Team NGHM@”Future Digital?” Poster Slam on September 30th at UB Osnabrück

This post was automatically translated from the German original at
Team NGHM@”Zukünftig digital?” Posterslam am 30. September in der UB Osnabrück.


At the University of Osnabrück, Digital Humanities methods are not only applied in teaching and research in many areas, but are also being developed, tested and made ready for application. In order to further develop the bundling and networking of these approaches and to discuss the question of what infrastructures the social sciences and cultural studies in particular need in the field of Digital Humanities for their work, the University Library has organised a series of events to invite scholars active in this field, representatives of university infrastructure institutions and university management to engage in dialogue.
On 12 May, a workshop with an accompanying poster exhibition already took place.

Also participating was the team from the Chair of Contemporary History and Historical Migration Research (Prof. Dr. Christoph Rass), from which a whole series of scholars have been participating for some time in an initiative group that would like to encourage the establishment of a dedicated DH centre at UOS. In the poster exhibition that accompanied the workshop programme, the NGHM working group was represented with contributions that presented the use of DH methods in research projects whilst also presenting ideas for expanding corresponding competencies in research and teaching.

On 30 September, a poster slam organised by the University Library followed. In this context, 13 posters were presented and discussed in short pitches to further advance dialogue between the disciplines.

Team NGHM contributed six presentations:

Lukas Hennies presented the project “Deadly Forced Labour in Karya 1943” and the use of digital methods in this context. He particularly highlighted the involvement of students in the project of digital documentation and prospection.

Can digital methods help to give migrantised people who are underrepresented in the existing museum and research landscape a stronger voice in telling their own stories? This question is being pursued by the transfer project “Reflexive Migration Research in Museums” of the SFB 1604 “Production of Migration”, whose poster Annika Heyen presented as part of the poster slam.

Maik Hoops and Ahmet Celikten presented a poster on SFB 1604 – Production of Migration – Project A3 “‘You are guest worker children!’ Science, School and the Production of Figures of Migration”. In their pitch, they explained among other things the various methods for corpus analysis.

Lea Horstmann, representing Imke Selle, explained the project “The Emsland Camps as a Conflict Landscape in Transformation“. Within the framework of this project, students also received the opportunity to participate directly in university research work through a project seminar and to try out and create digital methods and products.

Johannes Pufahl presented the completed transnational project Mapping the Co-presence of Violence and Memory in Belarus with a focus on the project’s results. These take the form of three digital public history formats, which use various digital methods to address sites of violence in Belarus during the German occupation in World War II as well as their processing and memory culture.

Prof. Dr. Christoph Rass advocated in his poster pitch for the introduction of a Digital Humanities certificate in order to address current technical innovations and potentials in teaching as well and to enable students to acquire competencies in this area.

After the successfully completed poster pitches, a winning pitch was also selected among the 13 contributors. Annika Heyen was able to win the best pitch for Team NGHM. Congratulations!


What this task involves: Where the data below contains pictures, omit them; output the rest word for word.

Provided data:
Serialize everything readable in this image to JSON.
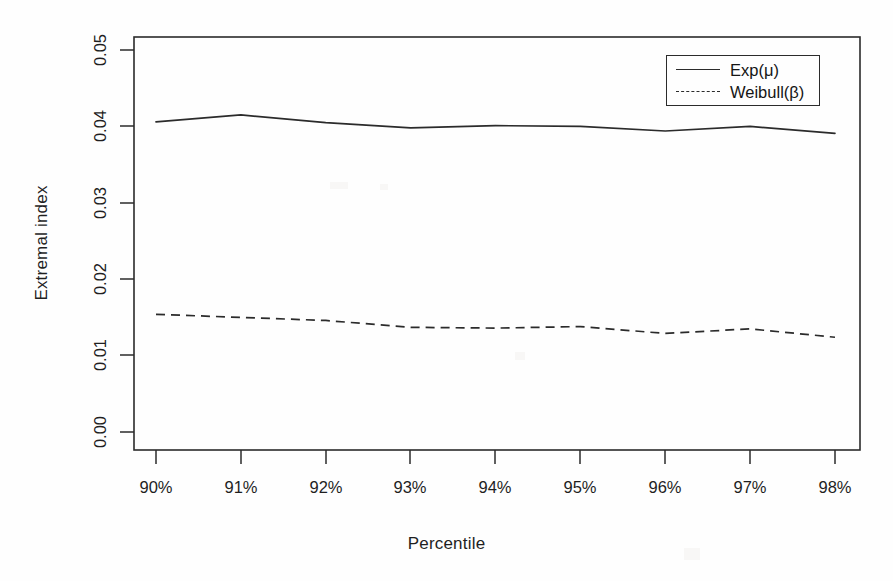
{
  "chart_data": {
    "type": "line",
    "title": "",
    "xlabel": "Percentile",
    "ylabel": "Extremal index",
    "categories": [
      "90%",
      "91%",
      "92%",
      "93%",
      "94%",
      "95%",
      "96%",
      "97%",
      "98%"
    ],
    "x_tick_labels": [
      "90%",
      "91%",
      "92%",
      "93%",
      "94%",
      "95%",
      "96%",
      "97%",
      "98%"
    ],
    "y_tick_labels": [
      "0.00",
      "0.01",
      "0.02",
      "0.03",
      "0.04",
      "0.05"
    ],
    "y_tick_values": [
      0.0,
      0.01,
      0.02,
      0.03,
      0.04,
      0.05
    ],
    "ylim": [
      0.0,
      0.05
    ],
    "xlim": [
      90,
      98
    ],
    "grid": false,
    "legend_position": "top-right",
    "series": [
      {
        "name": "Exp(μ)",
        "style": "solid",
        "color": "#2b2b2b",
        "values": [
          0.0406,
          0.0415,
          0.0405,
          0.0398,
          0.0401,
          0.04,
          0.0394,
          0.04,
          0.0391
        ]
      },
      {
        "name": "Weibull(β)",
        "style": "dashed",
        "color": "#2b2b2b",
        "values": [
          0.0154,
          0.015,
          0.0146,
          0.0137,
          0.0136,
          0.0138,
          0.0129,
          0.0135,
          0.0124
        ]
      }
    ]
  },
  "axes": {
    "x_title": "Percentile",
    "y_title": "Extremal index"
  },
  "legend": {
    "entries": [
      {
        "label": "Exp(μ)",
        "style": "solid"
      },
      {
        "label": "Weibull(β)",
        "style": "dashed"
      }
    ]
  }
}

Task answer:
Serialize everything readable in this image to JSON.
{
  "chart_data": {
    "type": "line",
    "title": "",
    "xlabel": "Percentile",
    "ylabel": "Extremal index",
    "categories": [
      "90%",
      "91%",
      "92%",
      "93%",
      "94%",
      "95%",
      "96%",
      "97%",
      "98%"
    ],
    "x_tick_labels": [
      "90%",
      "91%",
      "92%",
      "93%",
      "94%",
      "95%",
      "96%",
      "97%",
      "98%"
    ],
    "y_tick_labels": [
      "0.00",
      "0.01",
      "0.02",
      "0.03",
      "0.04",
      "0.05"
    ],
    "y_tick_values": [
      0.0,
      0.01,
      0.02,
      0.03,
      0.04,
      0.05
    ],
    "ylim": [
      0.0,
      0.05
    ],
    "xlim": [
      90,
      98
    ],
    "grid": false,
    "legend_position": "top-right",
    "series": [
      {
        "name": "Exp(μ)",
        "style": "solid",
        "color": "#2b2b2b",
        "values": [
          0.0406,
          0.0415,
          0.0405,
          0.0398,
          0.0401,
          0.04,
          0.0394,
          0.04,
          0.0391
        ]
      },
      {
        "name": "Weibull(β)",
        "style": "dashed",
        "color": "#2b2b2b",
        "values": [
          0.0154,
          0.015,
          0.0146,
          0.0137,
          0.0136,
          0.0138,
          0.0129,
          0.0135,
          0.0124
        ]
      }
    ]
  },
  "axes": {
    "x_title": "Percentile",
    "y_title": "Extremal index"
  },
  "legend": {
    "entries": [
      {
        "label": "Exp(μ)",
        "style": "solid"
      },
      {
        "label": "Weibull(β)",
        "style": "dashed"
      }
    ]
  }
}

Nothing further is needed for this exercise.